And We’ve Been Takin’ Care of Business*

The relationship between police detectives and PIs can be complicated. On the one hand, for very good reasons, the police don’t want civilians, even PIs, handling evidence or otherwise impeding their investigations. On the other hand, PIs often have useful information that moves a police case forward. For instance, some people may be more willing to talk to a PI than to a police detective. PIs also sometimes have access to people and places that the police don’t have. So, there are also good reasons for the police and PIs to co-operate. We see that complex relationship in real life, of course, and we also see it in crime fiction.

In Arthur Conan Doyle’s Sherlock Holmes stories, the police are sometimes portrayed as unimaginative and lacking in the brilliance it takes to be a detective. It isn’t so much that they’re stupid as it is that they jump to conclusions without really considering the evidence. Holmes does think well of Tobiah Gregson, who is a young, up-and-coming police detective when we first meet him. Gregson sometimes does think outside the proverbial box, and it helps his case that he respects Holmes’ brilliance. For the most apart though, the police involve Holmes not so much because they consider him an ally, but because they can’t deny that he solves cases. They co-operate, but somewhat reluctantly.

Agatha Christie’s Hercule Poirot often works with Chief Inspector Japp on cases (for instance, in One, Two, Buckle My Shoe). He works with other police detectives, too (e.g. in Dead Man’s Folly). For the most part, he has a solid relationship with the police; he respects them and actually encourages clients more than once to go to the police. For their part, the police know that he was ‘one of them’ during his years in Belgium, and they respect the fact that he doesn’t impede their investigations. Of course, fans of The Murder on the Links will know that Poirot sometimes has a less than cordial relationship with some members of the force. But overall, he and the police co-operate.

The relationship between Rex Stout’s Nero Wolfe and Inspector Cramer is, to put it mildly, rocky. Wolfe is a brilliant detective, but he is not exactly shy and retiring. He doesn’t have much respect for Cramer and he makes that clear. He has an ego, too, which doesn’t always endear people to him. For his part, Cramer doesn’t like what he sees as interference from Wolfe, and he isn’t fond of Archie Goodwin’s unwillingness to pay him the respect he thinks he deserves. Cramer and Wolfe do not get along and certainly don’t willingly share information. Every once in a while, Cramer does reluctantly ask for Wolfe’s input. But it’s not usually a friendly sharing of evidence and leads in a case.

On the other hand, Cat Connor’s Veronica ‘Ronnie’ Tracey does work well with the police. She is an Upper Hutt (New Zealand)-based PI who owns a company called Wherefore Art Thou. She’s a former New Zealand Intelligence operative, so she isn’t lacking in skills. She and her fellow detectives and staff are good at what they do. But that doesn’t mean they never need help from the police. More than once in the series, Ronnie seeks out police assistance for arrests and for some criminal investigations. For their part, the police benefit from what Ronnie and her team find out, and, when it’s possible, Ronnie’s happy to co-operate. Both she and the police have found that they’re all better off if they work together.

Anthony Bidulka’s Russell Quant is a Saskatoon-based PI. He used to be a police detective, but he chafed under what he saw as the rigidness of the police structure. As a PI, he has more flexibility, and he doesn’t have the top brass dictating what he does. His independence has cost him friends on the force. But there are still a few active-duty police who take his calls and provide him with some information. For his part, Russell gives the police information, too. He and the police don’t have an acrimonious relationship, but you couldn’t call it exactly warm and friendly, either. In that way, this series shows how police and PIs can sometimes work on the same or related cases, even if they don’t actively seek each other out. And in some cases, Russell is glad the police are there.

There’s also Jeramy Gates’ He said, she said, “murder.’” Tanja and Joe Shephard have recently opened their own detective agency in fictional Sequoia County, California. They’re struggling a bit, since it’s a new business, and it’s not helping matters that Tanja is due to give birth soon, so they’re about to have heavy family obligations. Joe’s mentor, Sheriff Bill Diekmann, offers the couple an appealing proposition. His staff is stretched as it is, and there aren’t the resources to follow up on every case that’s gone cold. So, he suggests that the Shephards look into those cases, beginning with the five-year-old murder of Becky Sweet, whose body was found in creamery. The couple will be paid for each case they solve, so they’re only too happy to accept the offer. The case turns out to be more complicated than it seems on the surface, but it shows that sometimes, police and PI can work closely together and get good results. And it lays the groundwork for the series.

Sometimes the relationship between police and PIs is complicated, even acrimonious. But each can help the other, and sometimes that co-operation makes a big difference. It makes for interesting layers in a crime novel, too.

*NOTE: The title of this post is a line from Bachman-Turner Overdrive’s Takin’ Care of Business.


From top to bottom, reproduce the listing without a single change.

BEGIN Records provided

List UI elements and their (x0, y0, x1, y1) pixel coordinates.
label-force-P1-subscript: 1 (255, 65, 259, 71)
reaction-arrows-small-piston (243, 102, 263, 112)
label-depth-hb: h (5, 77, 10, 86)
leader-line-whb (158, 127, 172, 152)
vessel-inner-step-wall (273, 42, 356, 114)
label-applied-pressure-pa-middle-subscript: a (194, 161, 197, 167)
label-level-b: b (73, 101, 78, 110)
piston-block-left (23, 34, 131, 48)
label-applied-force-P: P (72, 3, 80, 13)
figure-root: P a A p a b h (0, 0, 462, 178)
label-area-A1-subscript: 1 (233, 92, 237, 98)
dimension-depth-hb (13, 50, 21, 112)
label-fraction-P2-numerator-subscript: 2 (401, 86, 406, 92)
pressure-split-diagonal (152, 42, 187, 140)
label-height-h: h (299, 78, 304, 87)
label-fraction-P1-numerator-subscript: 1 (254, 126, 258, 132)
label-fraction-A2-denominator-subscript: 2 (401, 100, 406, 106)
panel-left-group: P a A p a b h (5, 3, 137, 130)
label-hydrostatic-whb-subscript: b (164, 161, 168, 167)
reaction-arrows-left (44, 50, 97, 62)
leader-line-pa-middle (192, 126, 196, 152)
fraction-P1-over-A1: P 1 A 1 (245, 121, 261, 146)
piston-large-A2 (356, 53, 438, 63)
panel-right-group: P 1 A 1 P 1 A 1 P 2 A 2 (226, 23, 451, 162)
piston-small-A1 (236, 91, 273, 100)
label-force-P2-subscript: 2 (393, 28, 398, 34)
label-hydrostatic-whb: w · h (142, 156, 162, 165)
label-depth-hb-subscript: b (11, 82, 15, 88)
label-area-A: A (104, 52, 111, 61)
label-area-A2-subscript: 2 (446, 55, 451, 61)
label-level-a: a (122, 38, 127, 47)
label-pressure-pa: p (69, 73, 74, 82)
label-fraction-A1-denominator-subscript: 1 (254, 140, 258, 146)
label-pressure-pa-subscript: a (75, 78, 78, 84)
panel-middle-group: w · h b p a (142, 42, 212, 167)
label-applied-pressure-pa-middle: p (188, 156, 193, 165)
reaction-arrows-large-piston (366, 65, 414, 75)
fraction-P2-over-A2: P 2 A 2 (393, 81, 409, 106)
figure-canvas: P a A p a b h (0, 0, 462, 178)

END Records provided

Answer for this exercise
List UI elements and their (x0, y0, x1, y1) pixel coordinates.
label-force-P1-subscript: 1 (255, 65, 259, 71)
reaction-arrows-small-piston (243, 102, 263, 112)
label-depth-hb: h (5, 77, 10, 86)
leader-line-whb (158, 127, 172, 152)
vessel-inner-step-wall (273, 42, 356, 114)
label-applied-pressure-pa-middle-subscript: a (194, 161, 197, 167)
label-level-b: b (73, 101, 78, 110)
piston-block-left (23, 34, 131, 48)
label-applied-force-P: P (72, 3, 80, 13)
figure-root: P a A p a b h (0, 0, 462, 178)
label-area-A1-subscript: 1 (233, 92, 237, 98)
dimension-depth-hb (13, 50, 21, 112)
label-fraction-P2-numerator-subscript: 2 (401, 86, 406, 92)
pressure-split-diagonal (152, 42, 187, 140)
label-height-h: h (299, 78, 304, 87)
label-fraction-P1-numerator-subscript: 1 (254, 126, 258, 132)
label-fraction-A2-denominator-subscript: 2 (401, 100, 406, 106)
panel-left-group: P a A p a b h (5, 3, 137, 130)
label-hydrostatic-whb-subscript: b (164, 161, 168, 167)
reaction-arrows-left (44, 50, 97, 62)
leader-line-pa-middle (192, 126, 196, 152)
fraction-P1-over-A1: P 1 A 1 (245, 121, 261, 146)
piston-large-A2 (356, 53, 438, 63)
panel-right-group: P 1 A 1 P 1 A 1 P 2 A 2 (226, 23, 451, 162)
piston-small-A1 (236, 91, 273, 100)
label-force-P2-subscript: 2 (393, 28, 398, 34)
label-hydrostatic-whb: w · h (142, 156, 162, 165)
label-depth-hb-subscript: b (11, 82, 15, 88)
label-area-A: A (104, 52, 111, 61)
label-area-A2-subscript: 2 (446, 55, 451, 61)
label-level-a: a (122, 38, 127, 47)
label-pressure-pa: p (69, 73, 74, 82)
label-fraction-A1-denominator-subscript: 1 (254, 140, 258, 146)
label-pressure-pa-subscript: a (75, 78, 78, 84)
panel-middle-group: w · h b p a (142, 42, 212, 167)
label-applied-pressure-pa-middle: p (188, 156, 193, 165)
reaction-arrows-large-piston (366, 65, 414, 75)
fraction-P2-over-A2: P 2 A 2 (393, 81, 409, 106)
figure-canvas: P a A p a b h (0, 0, 462, 178)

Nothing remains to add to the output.